Porotech propose the same concept<p><a href="https://www.porotech.com/technology/dpt/" rel="nofollow">https://www.porotech.com/technology/dpt/</a><p>Demo video<p><a href="https://youtu.be/758Xzi_nK8w" rel="nofollow">https://youtu.be/758Xzi_nK8w</a>
Incredible accomplishment, but the question remains what this will look like at the scale of a display on any given consumer device.<p>Of course, it's only just now been announced, but I'd love to see what a larger scale graphic looks like with a larger array of these to understand if perceived quality is equal or better, if brightness distribution across the spectrum is consistently achieved, how pixels behave with high frame rates and how resilient they are to potential burn-in.

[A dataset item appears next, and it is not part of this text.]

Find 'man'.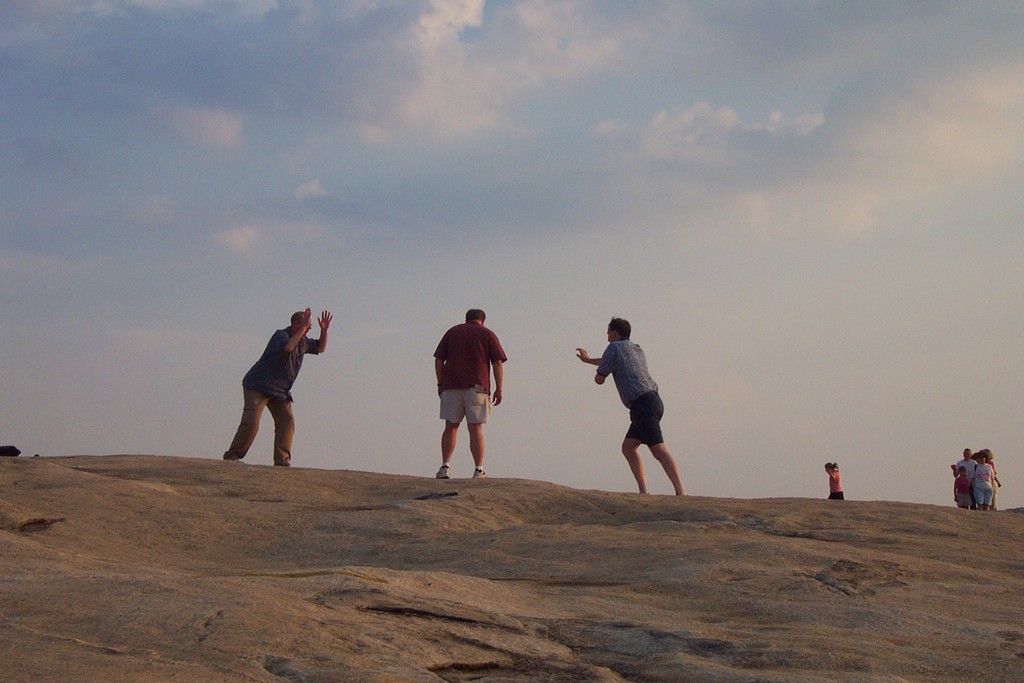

This is super cool!<p>I can certainly see these being useful in informational displays, such as rendering colored terminal output. The lack of subpixels should make for crisp text and bright colors.<p>I don't see this taking over the general purpose display industry, however, as it looks like the current design is incapable of making white.
My ultimate hope is that this will allow us to store and display color data as Fourier series.<p>Right now we only represent colour as combinations of red, green, and blue, when a colour signal itself is really a combination of multiple "spectral" (pure) colour waves, which can be anything in the rainbow.<p>Individually controllable microLEDs would change this entirely. We could visualize any color at will by combining them.<p>It's depressing that nowadays we have this technology yet video compression means I haven't seen a smooth gradient in a movie or TV show in years.